Tom chews on a hangnail, making his cuticle bleed, an old habit that annoys the hell out of his wife.

“Thanks,” Dr. Wesley says, getting off the phone, dismissing him.

Tom’s attention wanders to the NIBIN microscope where the shotgun shell in question is mounted, a red, plastic twelve-gauge shell with a brass head that has an unusual drag mark made by the firing pin. He made the case a priority. He has been sitting in his chair the entire day and now into the night, using ring lighting and side lighting and proper orientations of three o’clock and six o’clock positions and saving each picture as a file, doing this repeatedly with breech marks, the firing pin impression and the ejector mark before searching the NIBIN database.
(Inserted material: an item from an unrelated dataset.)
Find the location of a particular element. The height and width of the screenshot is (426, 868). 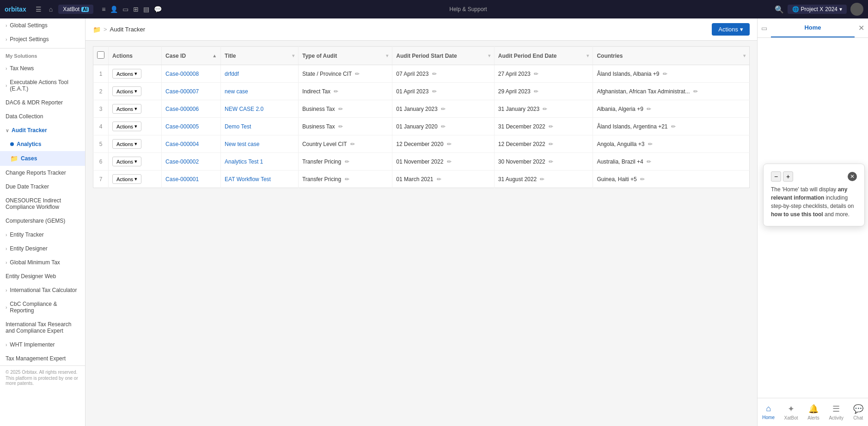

Then he had to wait four hours for the results while his family went to the movies without him. Then Thrush was out to dinner and asked him to call Dr. Wesley but forgot to give him a direct phone number, and Tom had to call theMcLeanHospitalanswering service and be handled, at first, as if he were a patient. A little appreciation is in order, he thinks. Dr. Wesley couldn’t bother to say “thanks” or “job well done” or “I can’t believe you got results so fast or got them at all.” Does he have any idea how hard it is to run a shotgun shell through NIBIN? Most examiners won’t even try.

He stares at the shell. He’s never had one that was recovered from a dead person’s ass.

He glances at his watch and calls Thrush at home.

“Just tell me one thing,” he says when Thrush answers. “How come you made me talk to Dr. Fuck-B-I. And a thank-you would be nice.”

“You talking aboutBenton?”

“No, I’m talking about Bond. James Bond.”

“He’s a nice guy. I don’t know what you’re talking about except you got such a thing about the Feds, you constitute what I call a bigot. And you want to know what else, Tom?” Thrush goes on, and he sounds slightly drunk. “Let me give you a word to the wise. NIBIN belongs to the Feds, meaning you do, too. Where the hell you think you got all that pretty equipment to work on and all that training so you could sit there and do what you do every day? Well, guess who? The Feds.”